Mr. LEWIS. Congressman Cochran of Pennsylvania.

Miss DEWSON. I think he need not fear that it will be unfair to the manufacturers because this 5 percent is equal all along the line, so that that is perfectly fair.

At the same time, I am particularly pleased with this bill because it permits the different States to experiment with the best form of unemployment-insurance legislation, and it also gives them that freedom for State action which I think is very desirable. So that although each manufacturer will pay the same, the States themselves can work out a plan by which, if they choose, their manufacturers who have made a great effort to stabilize their business will be in a better situation if they use the plan which is used in Wisconsin. I should be very glad to have them have the chance to do that, but I am also glad to have them have the other plan, too.

Mr. LEWIS. Thank you very much, Miss Dewson.
Rev. Francis J. Haas is next.

STATEMENT OF REV. FRANCIS J. HAAS, OF WASHINGTON, D.C., MEMBER OF THE NATIONAL LABOR BOARD OF THE NATIONAL RECOVERY ADMINISTRATION

Reverend HAAS. My name is Francis J. Haas, director of the National Catholic School of Social Service, member of the Labor Advisory Board, and member of the National Labor Board.
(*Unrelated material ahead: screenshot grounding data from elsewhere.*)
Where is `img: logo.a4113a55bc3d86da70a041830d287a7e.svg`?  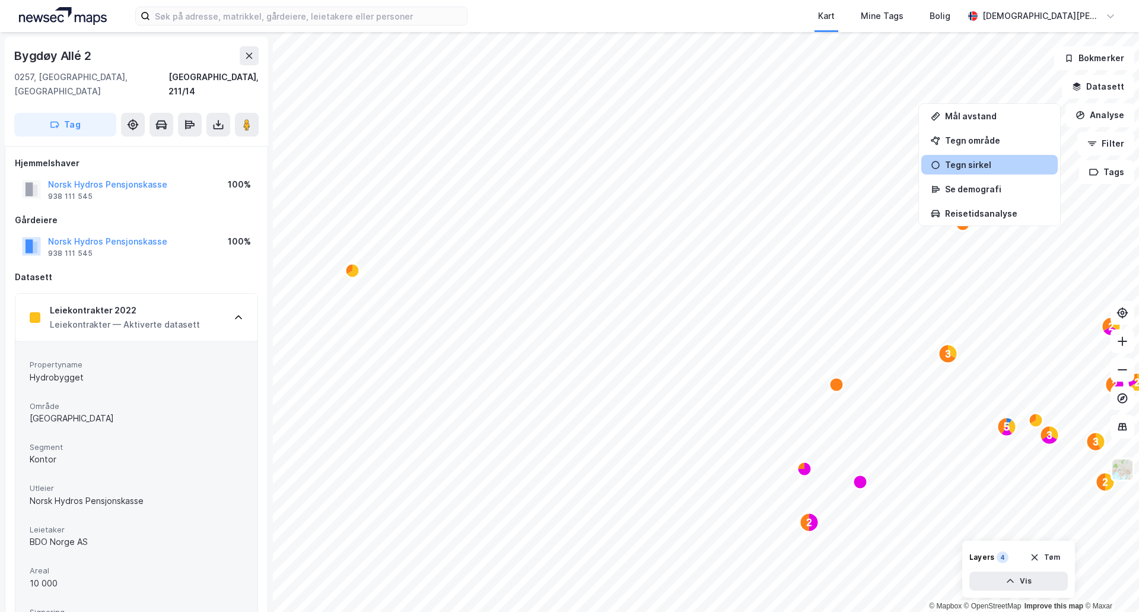
img: logo.a4113a55bc3d86da70a041830d287a7e.svg is located at coordinates (63, 16).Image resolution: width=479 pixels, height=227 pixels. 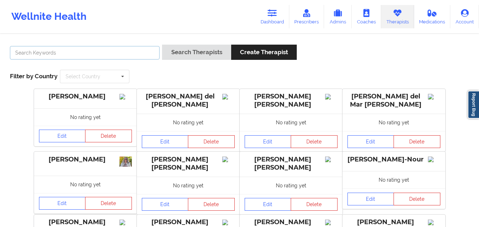 I want to click on button: Create Therapist, so click(x=264, y=52).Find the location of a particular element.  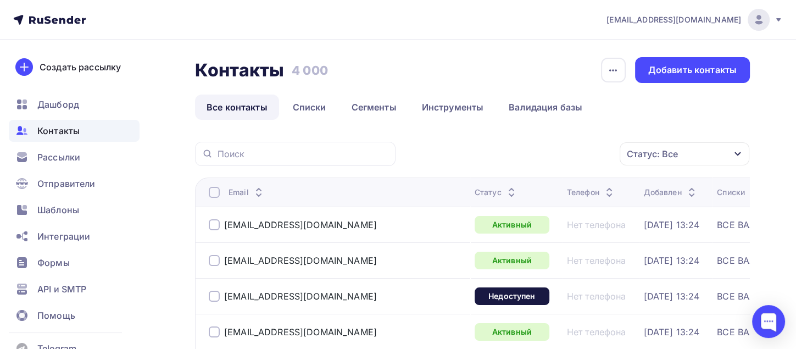

input: Поиск is located at coordinates (303, 154).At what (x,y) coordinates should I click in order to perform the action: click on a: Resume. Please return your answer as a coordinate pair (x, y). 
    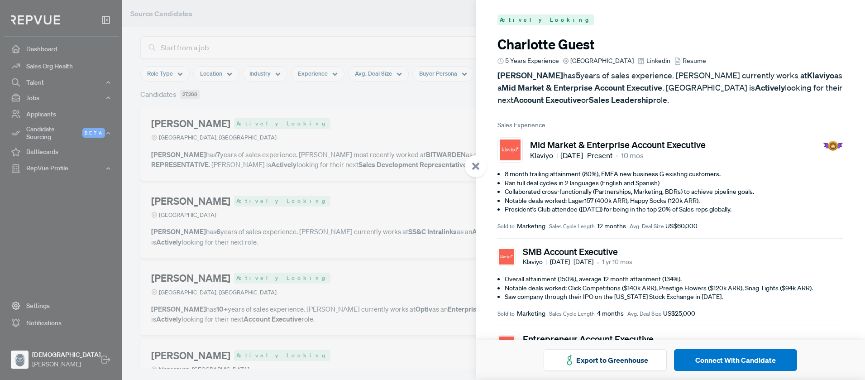
    Looking at the image, I should click on (690, 61).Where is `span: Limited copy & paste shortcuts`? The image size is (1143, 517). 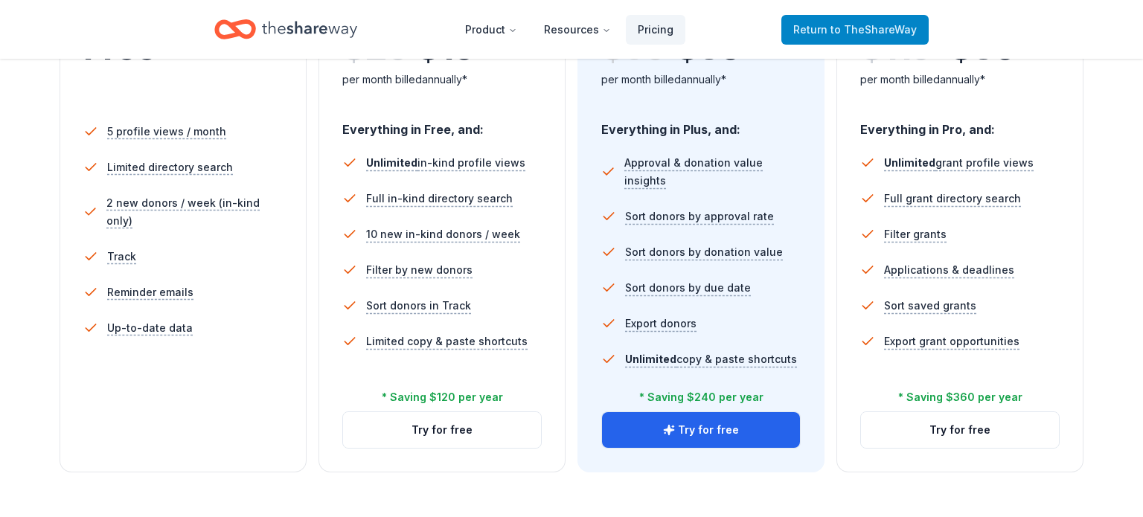 span: Limited copy & paste shortcuts is located at coordinates (447, 342).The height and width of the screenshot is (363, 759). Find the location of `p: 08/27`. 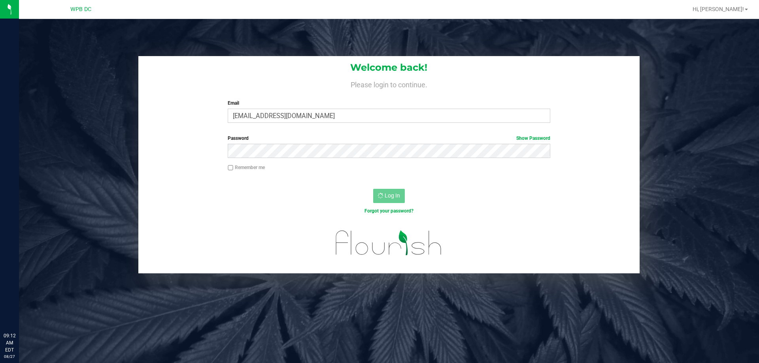

p: 08/27 is located at coordinates (9, 357).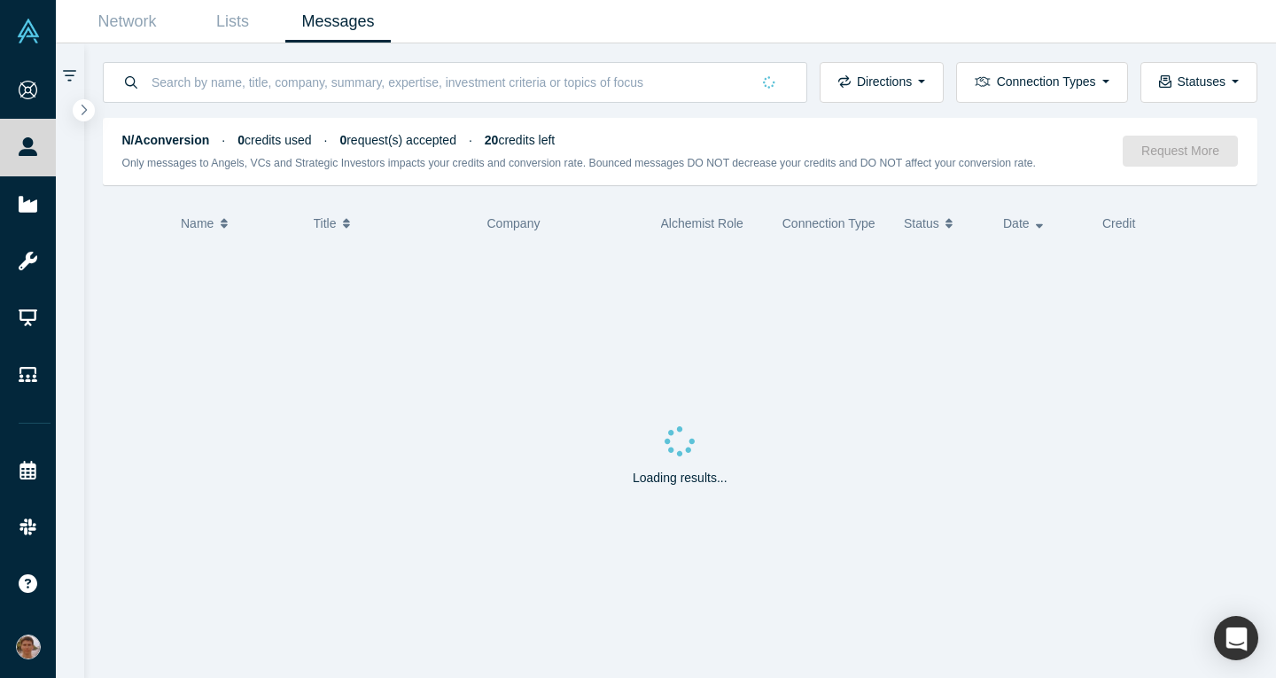 The height and width of the screenshot is (678, 1276). What do you see at coordinates (492, 140) in the screenshot?
I see `strong: 20` at bounding box center [492, 140].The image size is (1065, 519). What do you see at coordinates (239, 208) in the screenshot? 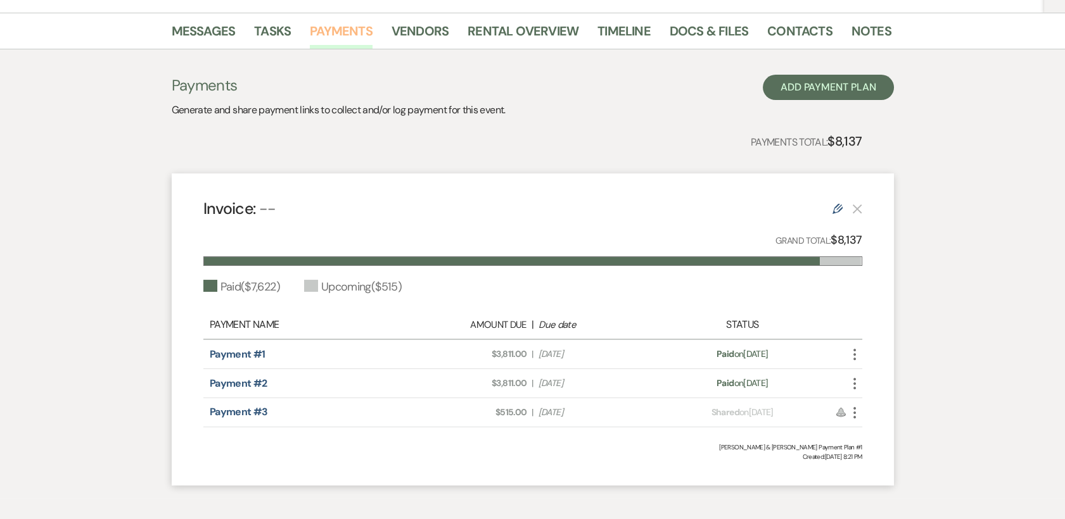
I see `h4: Invoice:` at bounding box center [239, 208].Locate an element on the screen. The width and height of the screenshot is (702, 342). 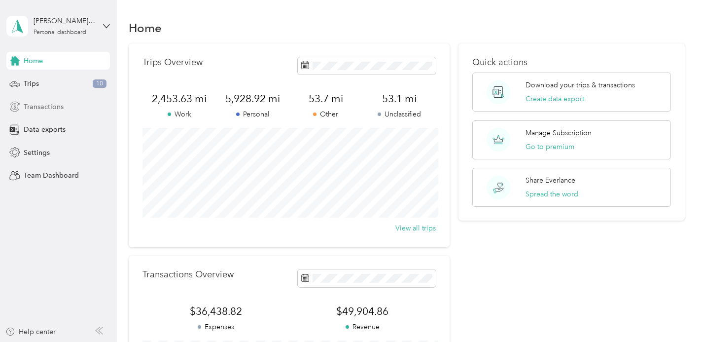
p: Transactions Overview is located at coordinates (188, 274).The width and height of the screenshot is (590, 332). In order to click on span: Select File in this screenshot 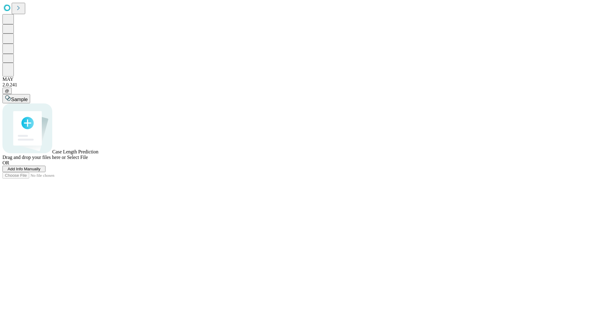, I will do `click(77, 157)`.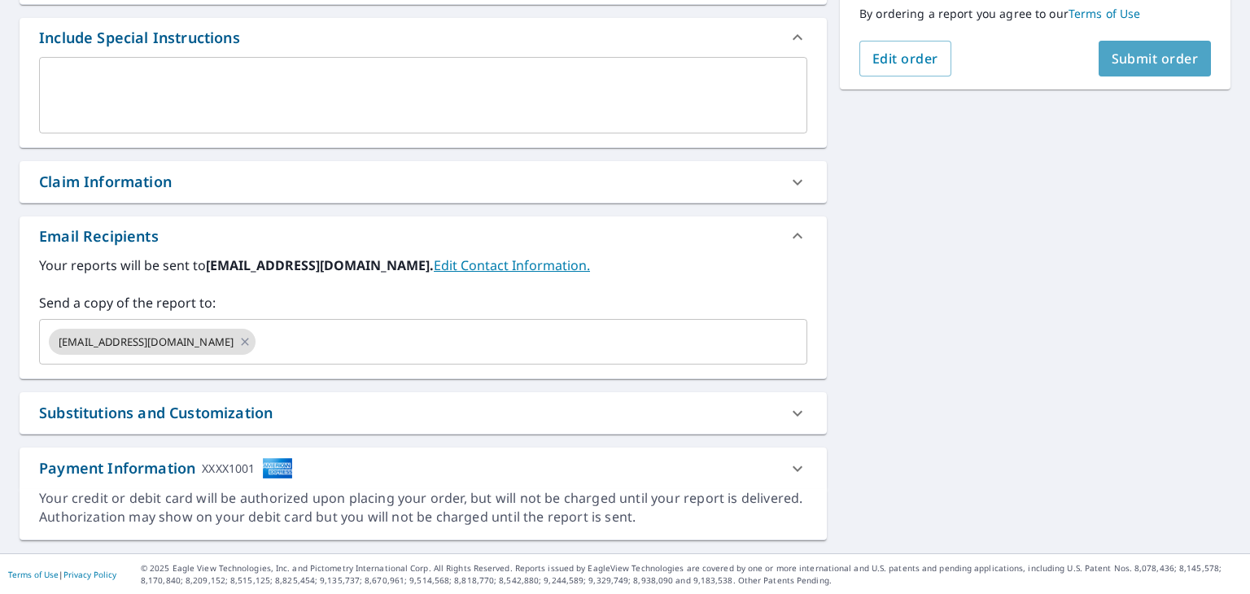  What do you see at coordinates (423, 303) in the screenshot?
I see `label: Send a copy of the report to:` at bounding box center [423, 303].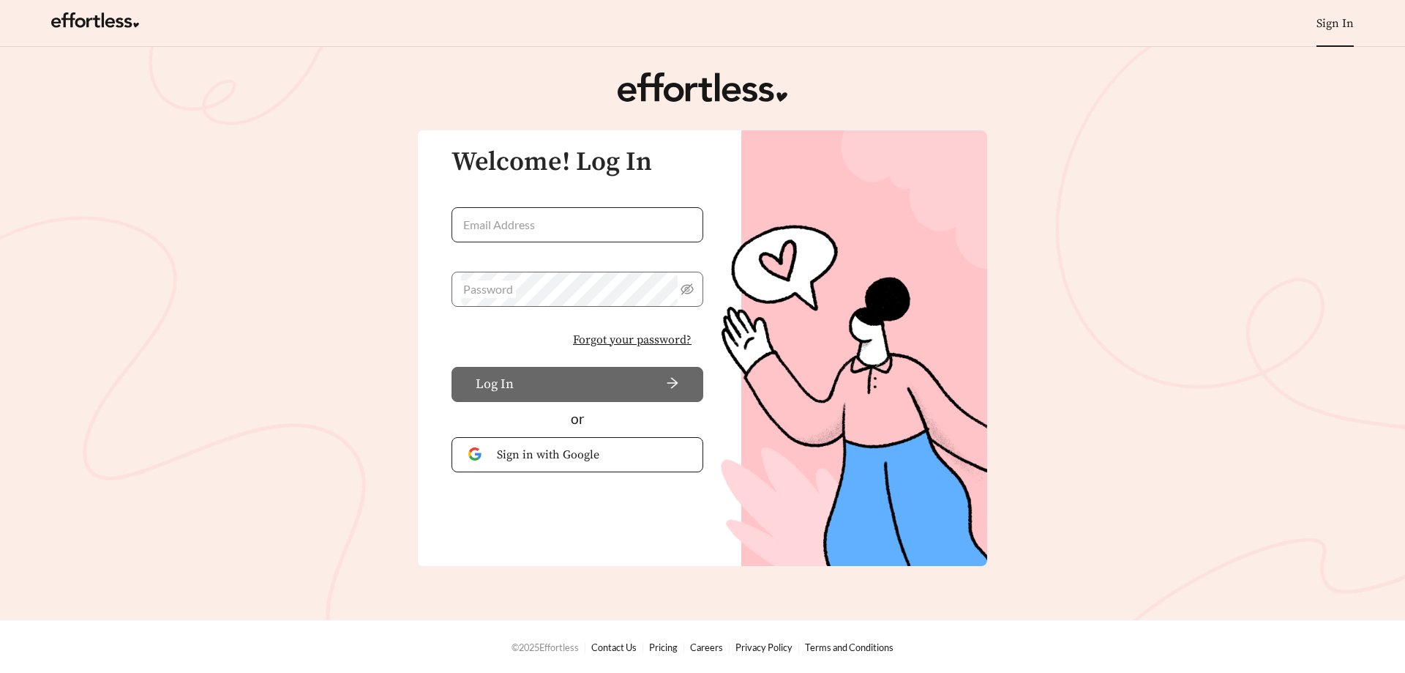 This screenshot has height=673, width=1405. I want to click on a: Sign In, so click(1335, 23).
Mr. Chairman and members of the committee, there are four major reason why this bill should become a law. One, it will be a beginning at least of recognition in law of the obligation of industry to pay every worker a year-round wage; two, it is Nation-wide in scope and effect; three, it is compulsory and uses the most effective kind of compulsion; and four, it is a necessary preparation for whatever course the Government sees fit to follow after the expiration of N.R.A. in June 1935.